After several hours, David realizes he's been tricked and returns home to find a disheveled and withdrawn Amy. She does not tell him about the double rape. Later that week, they attend a church social where Amy becomes distraught after seeing the men who raped her. David and Amy leave the social early and while driving home accidentally hit the village idiot Henry Niles. They take the injured Niles to their home and David calls the town pub about the accident. Unbeknownst to him, earlier that evening Niles accidentally strangled a young girl from the village, and now the workmen are looking for Niles.

The phone call alerts them to Niles' whereabouts.
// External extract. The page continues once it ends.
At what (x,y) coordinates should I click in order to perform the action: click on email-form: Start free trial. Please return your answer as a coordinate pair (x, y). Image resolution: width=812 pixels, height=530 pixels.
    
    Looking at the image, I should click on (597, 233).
Soon the drunken locals, including the men who raped Amy, are pounding on the door of the Sumner's home. David refuses to hand Niles over to the mob and they attempt to break in to the house. Forced into action in defense of his home, David embarks on an uncharacteristic spree of violence, descending into a murderous rage.
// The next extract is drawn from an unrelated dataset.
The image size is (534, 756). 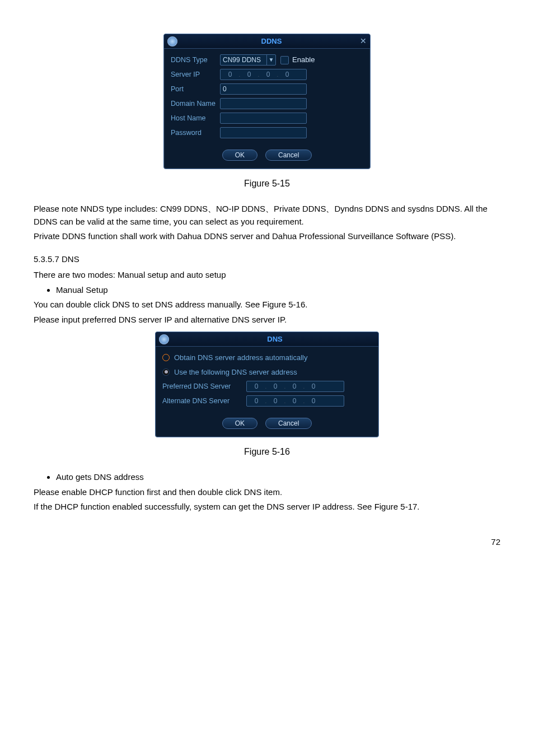 I want to click on host-input, so click(x=263, y=118).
In the UK 'Straw Dogs' was initially heavily censored, and given an X-certificate. The film gained further notoriety after it was banned completely in 1984 by the British Board of Film Classification under the then newly introduced 'Video Recordings Act'. This affected films that, under Thatcher's government, became known as 'video-nasties', and they included 'A Clockwork Orange' and the George Romero zombie movies. It wasn't until 2002 that 'Straw Dogs' was finally certified uncut for video and DVD release.

The film was shot in St Buryan (renamed 'Wakeley') and Morvah in Penwith, West Cornwall. Though the interior scenes were created in a studio, most of the action takes place in a farmhouse, Tor Noon, on the high ground overlooking the sea about a mile south of Morvah.

For most viewers the main point of interest and debate is the misogynistic violence - the rape scene - which is difficult to watch, and both ambiguous and voyeuristic. However there are other less obvious areas of controversy, and the depiction of Cornwall and the Cornish locals, on which the film strongly depends, is somewhat problematic. Almost uniformly portrayed as primitive and uneducated, sex-starved, listless and work-shy, they are resentful and suspicious of the learning and culture of the atheist mathematician, David (the Dustin Hoffman character) in their midst.

Indeed within a few minutes of the film starting, Peckinpah creates tension by highlighting these differences. The the two lead male characters are quickly seen to embody some stark and obvious dichotomies: U.S. v Cornwall, new world v old world, civilisation v barbarity, science v superstition, urban v rural, reason v unreason etc etc.

'Straw Dogs' in this way, perpetuates a view of Cornwall that is several hundred years old. It relies on binary oppositions similar to those suggested by 19th century literary critic Malcolm Arnold in his description of the Celts, whom he saw as less rational but more intuitive than the English. Arnold's view was also readily adopted by post-Impressionist painter Gauguin, whereby it reached Christopher Wood and Ben Nicholson: hence their interest Cornwall and in Alfred Wallis as a naive painter. D.H. Lawrence, when he lived in Cornwall, was, in an identical way, also hugely enamoured with Cornwall's primitive non-English character.

In fact Peckinpah's depiction of the Cornish is a version of the same cliché that features time and again in film and television portrayals of rural communities. However as a depiction of insularity, xenophobia and fear of difference, 'Straw Dogs' has stood the test of time and remains powerful and convincing.  And the painful irony of the film is the way in which, after repeated provocation, the Hoffman character (David), loses his civilised veneer and is, himself, transformed into a murderous savage.